I do try.  Before we went to Scandinavia, I tried really hard to set up a beautiful journal with carefully chosen retro images.  It was then abused by scruffy biro, written perched on my knee while on buses, hydrofoils and river boats.  If you check out my post Neva Again, you’ll understand why it can be a bit of a mess.  But it’s my mess, and I still love it.

Here I’m talking about being besieged by cheeky birds at a cafe in Gibraltar.   I got chatting to a lady who had lived on the Rock all her life, and she gave me a far better understanding of the place than I could ever have achieved on a tour.

I was amused at the indignation of some of the people who had been to see the Apes on the Rock.  Cheeky beasts were asleep, and clearly not delivering on their entertainment contract.

It’s sometimes Funny

When we went to Scandinavia, the recurring theme was set early on the first day, when  my husband realised that he had left home without his boxies.  After that, we spent time in Blankenberg, Rostock and finally Tallin trying to restock his supplies at less than designer prices.

He spotted the problem somewhere off the coast of Blankenberg.  Here we’re in Rostock, where he managed to find a solution at less than 18 Euros a pair.

Things that matter to travellers: cheap boxer shorts (brilliantly branded as Smog), and how many different fish you can consume in a fortnight.  And to the people of Rostock who wondered why I was full of hysterical laughter in the sculpture garden, the sight of the “Smog” waistband is what set me off.  

In fact the boxers serve as a good measure of the places we visited.  In Blankenberg, they were expensive and designer and not bought.  Rostock’s offerings made us laugh.  And in Tallin, we found a shop geared up for stag parties, where the boxers were cheap, but not exactly the sort of thing you’d flaunt.

It can Hold anything you want

Looking through the Scandinavia journal again today, I see that I have a collection of receipts stuffed into the back pocket.  It reminds me that I bought beautiful and stylish linen dresses in Stockholm and Copenhagen that I’m still wearing.  That journal’s also full of maps; I seem to have a bit of a thing for maps.

Map of Tallin centre.  I remember cobbled streets, a cavern like bar, and a beautiful deli, with a shocking jar of bear pate alongside some delicious rhubarb crisps

It can be tiny

We needed to pack light for our US trip last autumn, so my travel journal was a small Travellers Notebook from Tiger.  It proved surprisingly capacious, although I couldn’t manage to stuff very much ephemera into its two pockets.  The TN came with two books; I planned the trip in the first, and created the journal in the second.

This journal proved really portable.  I stuffed it in my pocket many times, and found myself writing in it at strange moments: sitting outside the Ryman, on the Island Queen, and at the outlet mall in Nashville.

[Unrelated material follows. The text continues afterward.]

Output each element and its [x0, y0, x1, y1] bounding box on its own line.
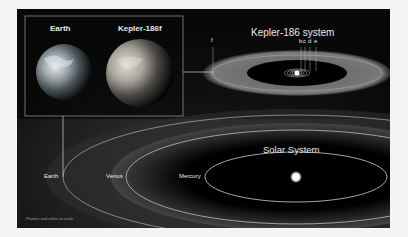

Here I’m full of delight at having found the Delta Heritage Centre in Brownsville.  This is a small town deep in Tennessee, where I was surprised to find a blues shack and Tina Turner’s elementary school just across from our motel.  The Heritage Centre was decked out beautifully for autumn with pumpkins outside. 

It can Be a Snapshot

I’m currently using a Moleskine Travel Notebook from the Passions series to document trips.  It has sections for your wish list, planning, weekends, short trips and long trips.  I love the way it encourages you to think about what it describes as memorable moments.  Here are my snapshot memories from a mini cruise to Amsterdam and Antwerp just before Christmas.

A short trip to Amsterdam and Antwerp before Christmas 2016

Next Time

There’s a trip planned for July.  I’m on the verge of picking out my journal, as I think this trip will need a full notebook.  Can’t wait to get going!